We have both mingled with the world, and are therefore no strangers to the faults and virtues, the designs and competitions, the hopes and fears of our contemporaries. We have both amused our leisure with books, and can therefore recount the events of former times, or cite the dictates of antient wisdom. Every occurrence furnishes us with some hint which one or the other can improve, and if it should happen that memory or imagination fail us, we can retire to no idle or unimproving solitude.
Tho’ our characters beheld at a distance, exhibit this general resemblance, yet a nearer inspection discovers such a dissimilitude of our habitudes and sentiments, as leaves each some peculiar advantages, and affords that concordia discors,2 that suitable disagreement which is always necessary to intellectual harmony. There may be a total diversity of ideas which admits no participation of the same delight, and there may likewise be such a conformity of notions, as leaves neither any thing to add to the decisions of the other. With such contrariety there can be no peace, with such similarity there can be no pleasure. Our reasonings, though often formed upon different views, terminate generally in the same conclusion. Our thoughts like rivulets issuing from distant springs, are each impregnated in its course with various mixtures, and tinged by infusions unknown to the other, yet at last easily unite into one stream, and purify themselves by the gentle effervescence of contrary qualities.

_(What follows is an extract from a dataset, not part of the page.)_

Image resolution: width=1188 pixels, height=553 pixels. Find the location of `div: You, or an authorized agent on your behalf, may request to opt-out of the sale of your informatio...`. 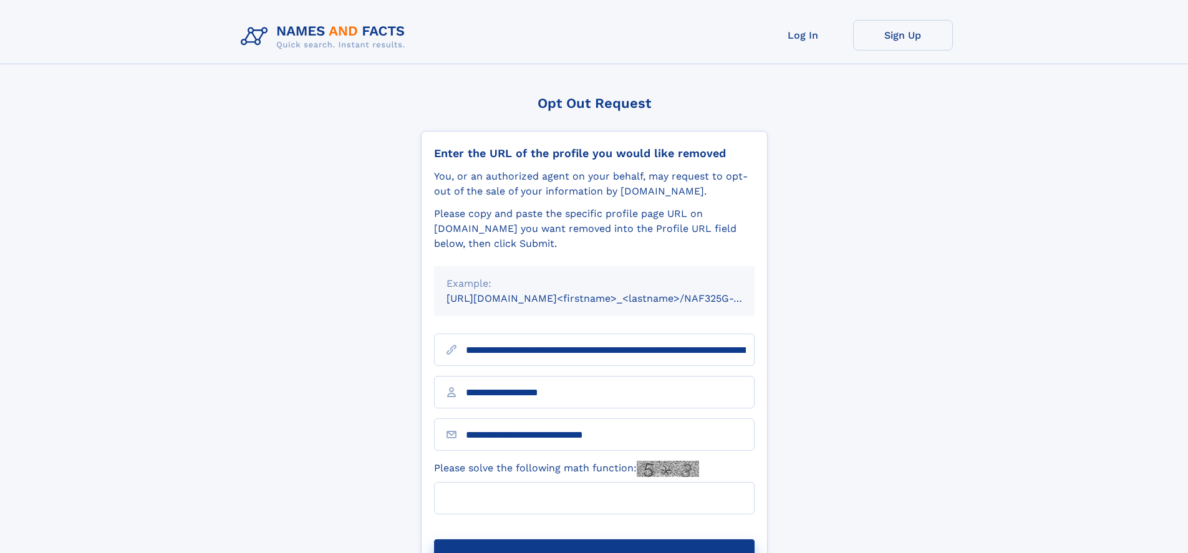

These benefits we receive in a greater degree as we converse without reserve, because we have nothing to conceal. We have no debts to be paid by imperceptible deductions from avowed expences, no habits to be indulged by the private subserviency of a favoured servant, no private interviews with needy relations, no intelligence with spies placed upon each other. We considered marriage as the most solemn league of perpetual friendship, a state from which artifice and concealment are to be banished for ever, and in which every act of dissimulation is a breach of faith.
The impetuous vivacity of youth,
and that ardor of desire, which the first sight of pleasure naturally produces, have long ceased to hurry us into irregularity and vehemence; and experience has shewn us that few gratifications are too valuable to be sacrificed to complaisance. We have thought it convenient to rest from the fatigue of pleasure, and now only continue that course of life into which we had before entered, confirmed in our choice by mutual approbation, supported in our resolution by mutual encouragement, and assisted in our efforts by mutual exhortation.
Such, Mr. Rambler, is our prospect of life, a prospect which as it is beheld with more attention, seems to open more extensive happiness, and spreads by degrees into the boundless regions of eternity. But if all our prudence has been vain, and we are doomed to give one instance more of the uncertainty of human discernment, we shall comfort ourselves amidst our disappointments, that we were not betrayed but by such delusions as caution could not escape, since we sought happiness only in the arms of virtue. We are,
SIR,
Your humble Servants,
HYMENÆUS,
TRANQUILLA.
No. 168. Saturday, 26 October 1751.
—————Decipit
Frons prima multos, rara mens intelligit
Quod interiore condidit cura angulo.